The World Bank said in its latest forecast Wednesday that the Russian economy is expected to grow by 1.6% in 2020 and by 1.8% in 2021, slightly less than the multilateral development bank previously expected, The Moscow Times reports.
The report puts the growth of Russia’s GDP this year at 0.1 percentage points lower from its previous outlook but kept its 2021 forecast intact.
Russia’s growth is expected to receive support from stable oil production and the government’s $400 billion national investment program fueled by last year’s value-added tax (VAT) hike, the World Bank said.
“Nevertheless, private investment remains tepid in the projection, due to policy uncertainty and slowing potential growth over the longer term as demographic pressures increase, and as structural problems, such as the lack of competition, accumulate,” the report said.
The bank estimated Russia’s economy slowed down to 1.2% in 2019 over “softer-than-expected investment and trade, together with a continuation of international economic sanctions.”
Other contributing factors include softer industrial activity, OPEC oil production cuts and pipeline-related disruptions, as well as substantially weaker retail sales volumes after the VAT hike and low consumer confidence. Russia is one of eight countries that still drove much of the emerging market improvement, the World Bank said.
Argentina and Iran are expected to emerge from recessions in 2020, and prospects are expected to improve for five countries other than Russia that struggled with slowdowns in 2019: Brazil, India, Mexico, Saudi Arabia, and Turkey.
Globally, the World Bank shaved 0.2 percentage points off of its growth forecasts for an outlook of 2.4% growth in 2019 and 2.5% in 2020. It attributed the global slowdown to a slower-than-expected recovery in trade and investment despite cooler U.S.-Russia tensions.
2019 marked the weakest economic expansion since the global financial crisis a decade ago, the bank said. 2020, while a slight improvement, remains vulnerable to uncertainties over trade and geopolitical tensions.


Please retype all of the entries that follow, leaving the images out.

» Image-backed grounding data
□ □ □ □
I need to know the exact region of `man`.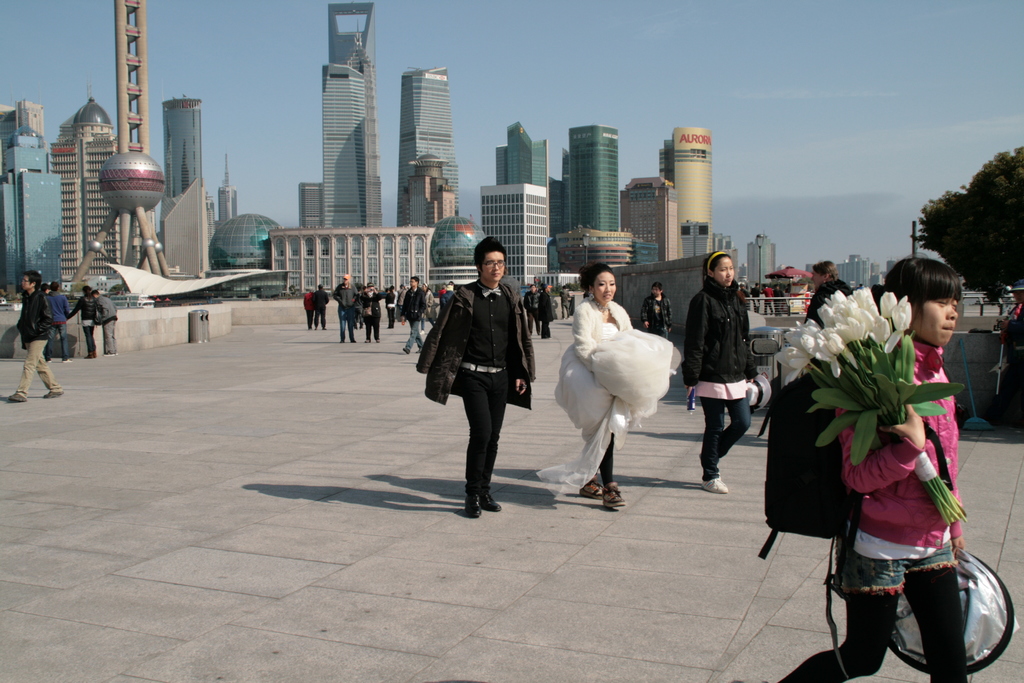
Region: [left=90, top=290, right=118, bottom=355].
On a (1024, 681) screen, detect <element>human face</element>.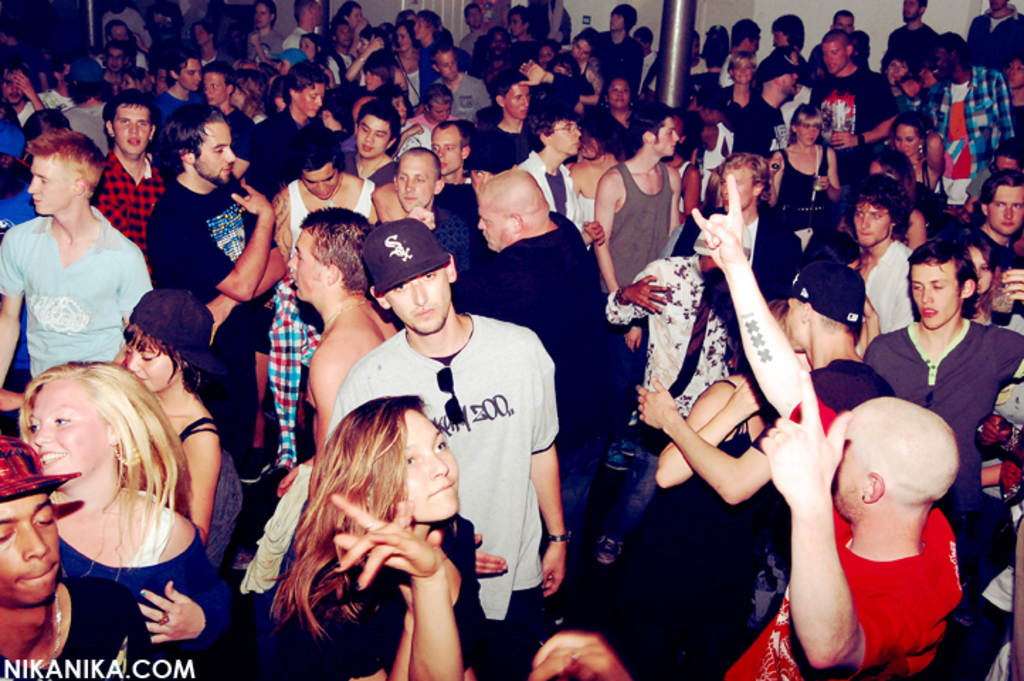
(735, 58, 750, 85).
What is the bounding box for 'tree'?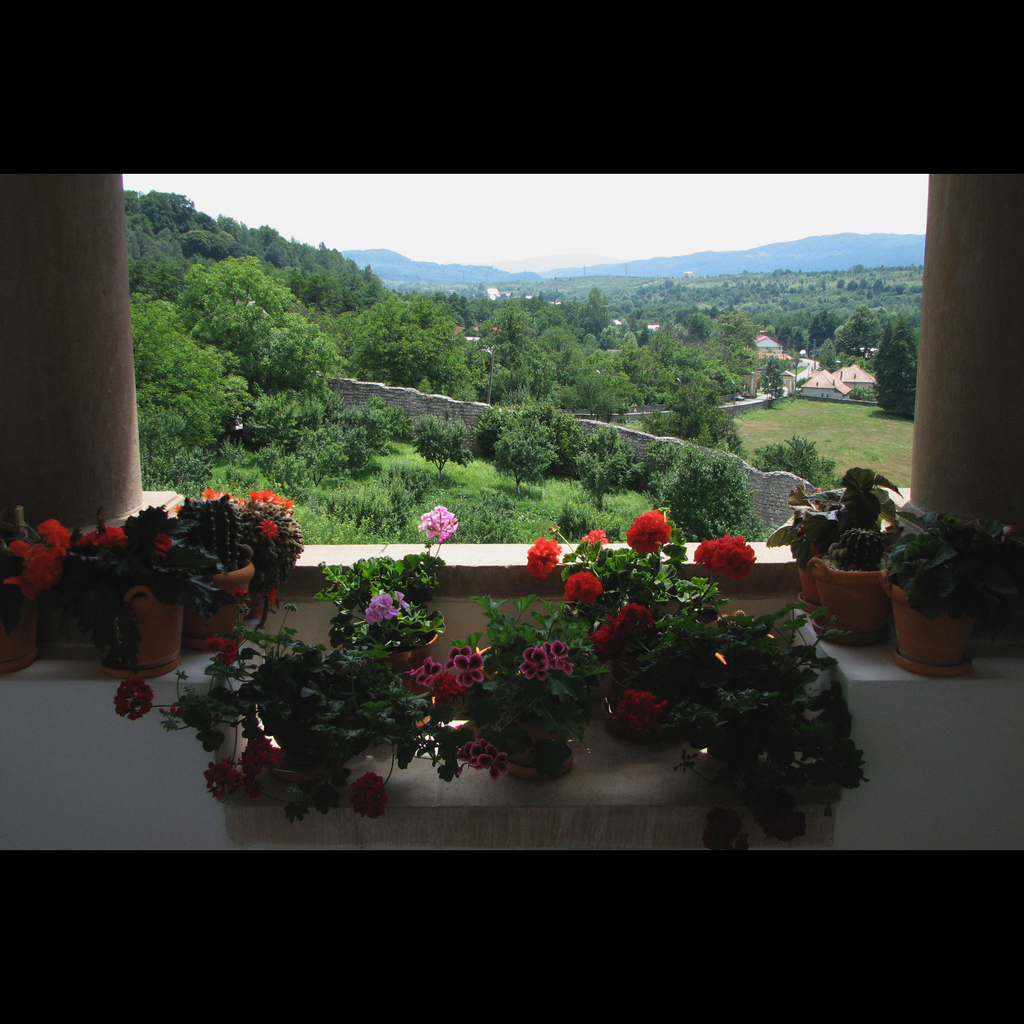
□ □ □ □
» TASK RESPONSE
I need to know the exact region of `man`.
Region: [left=90, top=290, right=118, bottom=355].
On a (1024, 681) screen, detect <element>human face</element>.
(735, 58, 750, 85).
What is the bounding box for 'tree'?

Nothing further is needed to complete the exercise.